Why did you and the other protesters choose Chase Bank as a target?

This question deserves a bit more time. In all honesty, it was largely a pragmatic decision. We wanted to target a bank, any big bank, and shut it down for as long as we could. This particular branch was convenient because it was very close in proximity to our occupation at the time, and it was an easy feat to get a march of a couple hundred from the occupation to the bank.

It was serendipitous that it happened to be the day that the CEO of JPMorgan Chase was in town, and it was a coincidence that Chase bank has proven to be one of the most insidious and parasitic of all the big banks. Between its $94 billion dollar bailouts (the largest in the country) to its $20 billion in foreclosures on its books, it was the perfect target.

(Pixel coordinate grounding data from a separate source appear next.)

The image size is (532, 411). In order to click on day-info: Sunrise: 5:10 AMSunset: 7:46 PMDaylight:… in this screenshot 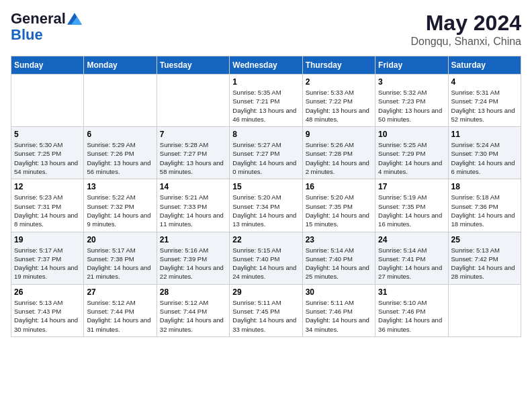, I will do `click(411, 316)`.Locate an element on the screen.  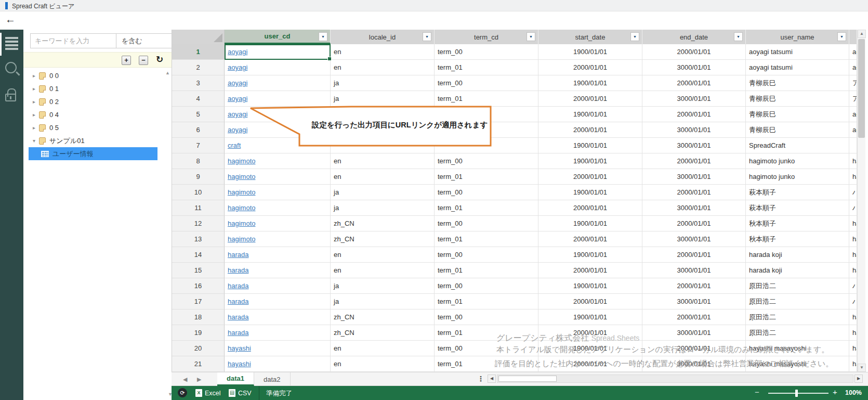
cell-locale_id: en is located at coordinates (383, 364).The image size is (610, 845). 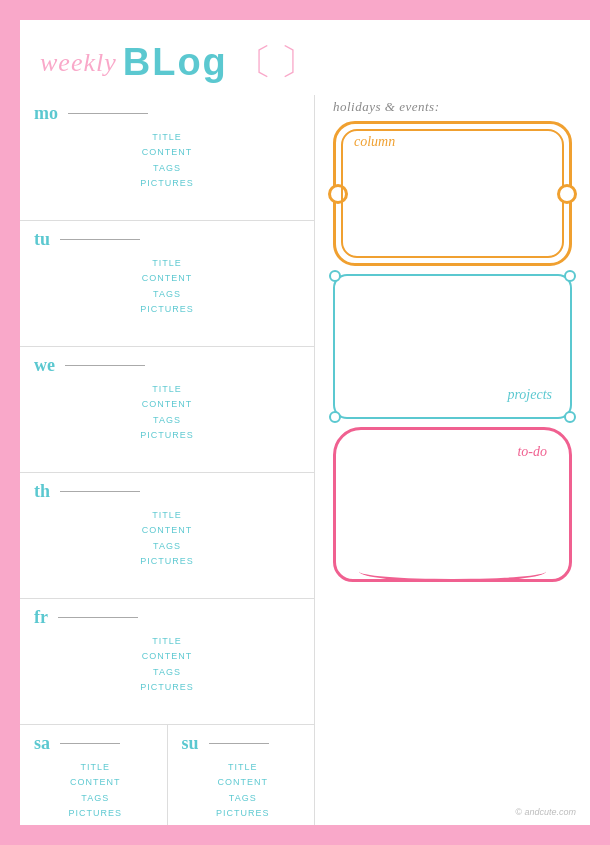 What do you see at coordinates (95, 768) in the screenshot?
I see `field-title-sa: TITLE` at bounding box center [95, 768].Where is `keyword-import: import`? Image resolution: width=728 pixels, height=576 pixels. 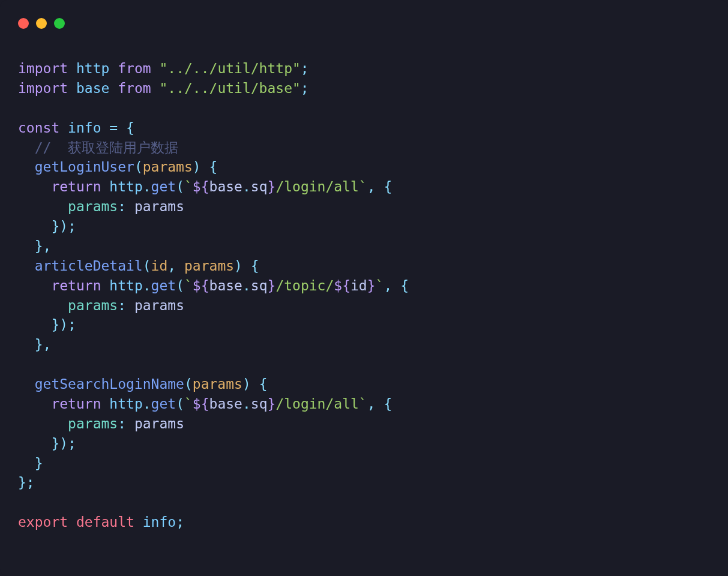 keyword-import: import is located at coordinates (43, 68).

Chase bank is a concentration of everything that is wrong with this world ruled over by profit, banks, corporations and their representatives. We wanted to make a statement against all of that, to say that we refused to live this way anymore.

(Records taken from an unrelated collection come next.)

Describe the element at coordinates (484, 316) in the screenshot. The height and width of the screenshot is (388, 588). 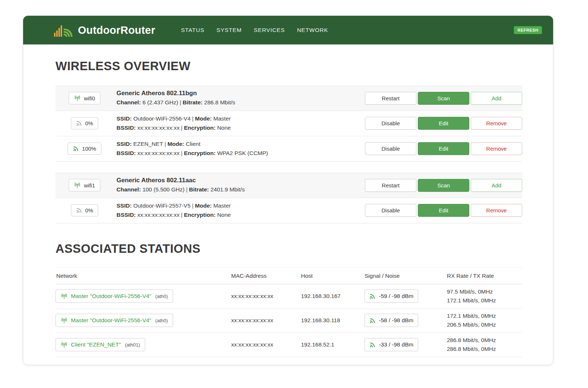
I see `station-rx-rate: 172.1 Mbit/s, 0MHz` at that location.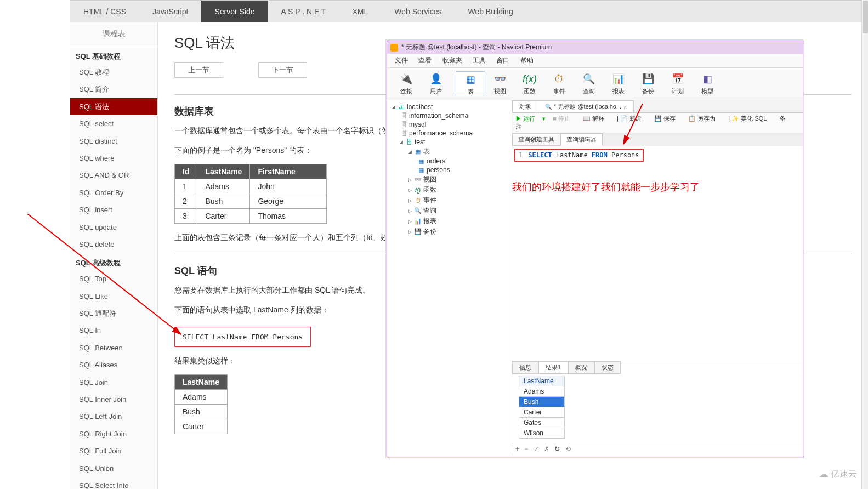 The width and height of the screenshot is (868, 489). I want to click on tree-db: information_schema, so click(439, 116).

We wanted to say that the wealth and power of the world should not be in the hands of a tiny minority; we should all control and own that together. And it happened to work out better than we could have ever hoped for.

What were you charged with after your arrest?

We were charged with first-degree criminal trespass.

Why do you think you were acquitted?

I don't know for sure. Some speculate that it was because the jury nullified the verdict and because they supported us regardless of the law. One of the key arguments in trial though was along the lines of the jury instruction that we had to "know" that what we were doing was unlawful.

We argued during our testimony that (we) had serious reason to believe that saying, refusing to go, and being arrested might be legal due to a possible "semi-public" nature of of Chase Bank.

We justified this with a number of different arguments including that Chase had police under their pay, that Chase has been funded by the government and helps fund the government, and provides social services (Chase bank is the sole provider of food stamps in the state of Washington.) Maybe the jury was convinced. It's hard to tell.

Do you feel vindicated by the verdict?

I think that we've felt justified all along. But then, in the end, after having chained ourselves together inside of Chase Bank, refusing to leave, then having people try to keep us from going to jail, and getting away with it?

There is a great deal of vindication that I feel, though I can't speak for the others. I just hope that it creates more space for many, many more people to be able to take action against this system and its whole state of affairs.

Are you going to continue with the Occupy movement, and do you think it is an effective tool to put pressure on banks and corporations?

I am most certainly going to continue with the Occupy movement. Though I wouldn't say that this is an effective tool for pressure on banks and corporations. But that was never our goal. We wanted to delegitimize them. I wanted to show people everywhere that this bank had no right to exist. These banks, Chase as a particularly egregious example, are parasites. They have no right to power. But the people do.

Read Liam Wright's blog post of his interpretation of the events of March 15.